Dive deeper into how universal screening fits into a comprehensive assessment system within a data-driven Multi-Tiered System of Support (MTSS).

FAQ

Universal Screening FAQs

Universal screening is the process of gathering academic and social-emotional behavior (SEB) data about all the students in a class, grade, school, or district to identify which students need additional support to meet student learning goals. Teachers use universal screening data to determine student readiness for Tier 1 core instruction and identify students who need additional instruction or intervention. Universal screening is an essential component of an effective multi-tiered system of support (MTSS).

The most common example of universal screening is a computer adaptive test (CAT) which identifies each student’s current instructional level in math or reading. When taking a CAT, each student starts with items at his or her grade level, but then the items adapt based on answers to prior questions. In this way, the assessment identifies each student’s current skill level. This means that students could be administered items at their grade level, above their grade level, and even below their grade level, depending on each individual item response.

Universal screening measures two important things:

  • All students’ current skills as compared to grade level learning goals
  • Individual students who might need additional instruction and if so, what type

Universal screening is a type of formative assessment that provides teachers with information about student readiness for instruction. By conducting screening three times a year, teachers have multiple opportunities to adjust instruction in relation to students’ needs. For students who are lacking key skills, teachers can use screening data alongside other information to determine what type of additional instruction makes sense.

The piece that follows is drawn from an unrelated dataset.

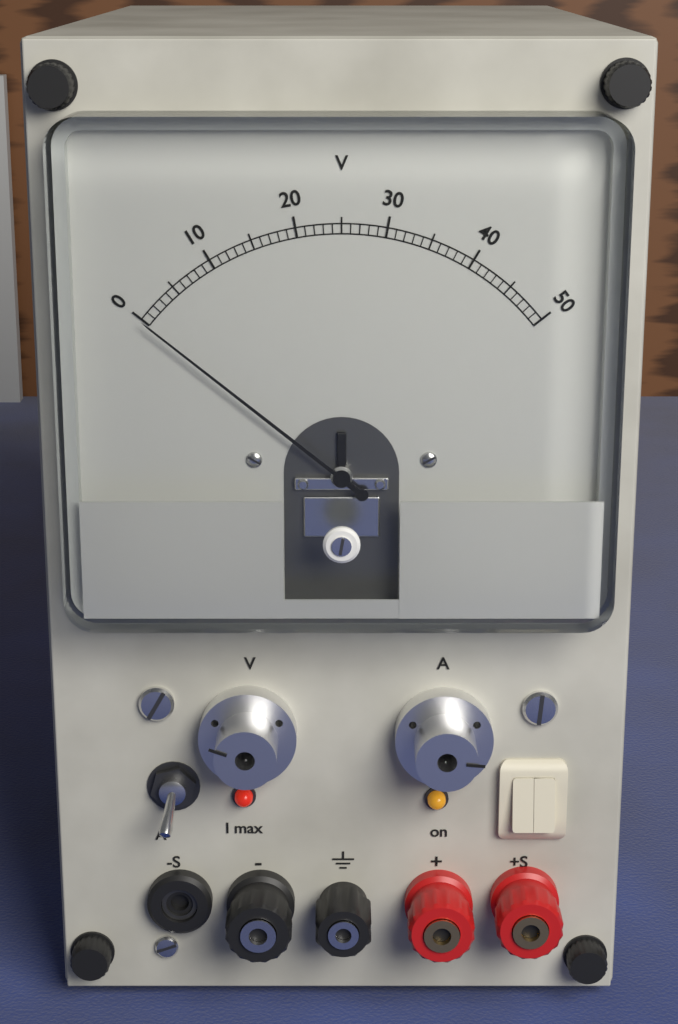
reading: 0 V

It’s important that screening occurs periodically throughout the school year to regularly assess student performance. In this regard, screening provides formative data that helps teachers adjust instruction during the school year. Students do not always progress at the same rate. For example, students who perform adequately at the fall screening may show decreased growth at the winter screening period, indicating a need for instructional changes. We recommend conducting screening three times per year (fall, winter, and spring) for students in Kindergarten through fifth grade in the areas of math, reading, and social-emotional behavior. In middle school, screenings can be less frequent if other data show adequate student growth. In high school, typically universal screening is conducted only in ninth grade because there are other sources of information that teachers can use to plan instruction.

Teachers can use universal screening data to compare a child's academic and social-emotional behavior (SEB) data with school-based expectations for learning. Universal screening is similar to screenings that physicians conduct routinely. Just as blood pressure or body temperature checks are brief, easy, reliable indicators of overall health, academic and SEB screenings indicate the overall “health” of a school, class, or individual child. For students whose universal screening data indicate academic and social health, no additional steps are needed. For those whose screening scores indicate a problem, the teacher can gather additional information just as a physician does.

When selecting an assessment tool for use in academic and social-emotional behavior universal screening, educators should be careful to select a tool that is:

  • developed through research and evidence-based;
  • standardized, reliable, and valid;
  • usable and feasible; and
  • appropriate for use in school settings.

Yes, universal screening can be accomplished with remote learning. The primary benefit to conducting universal screening during remote learning is having continuous data about all students for the school year. Such data can help to inform student learning needs when students return to in-person learning. When possible, we recommend using computer-administered assessments during an online session so that the teacher can observe students and answer any questions. Doing so will allow for ongoing data collection with limited effects from a new testing environment, and they are the easiest and most reliable assessments for both students and teachers to use.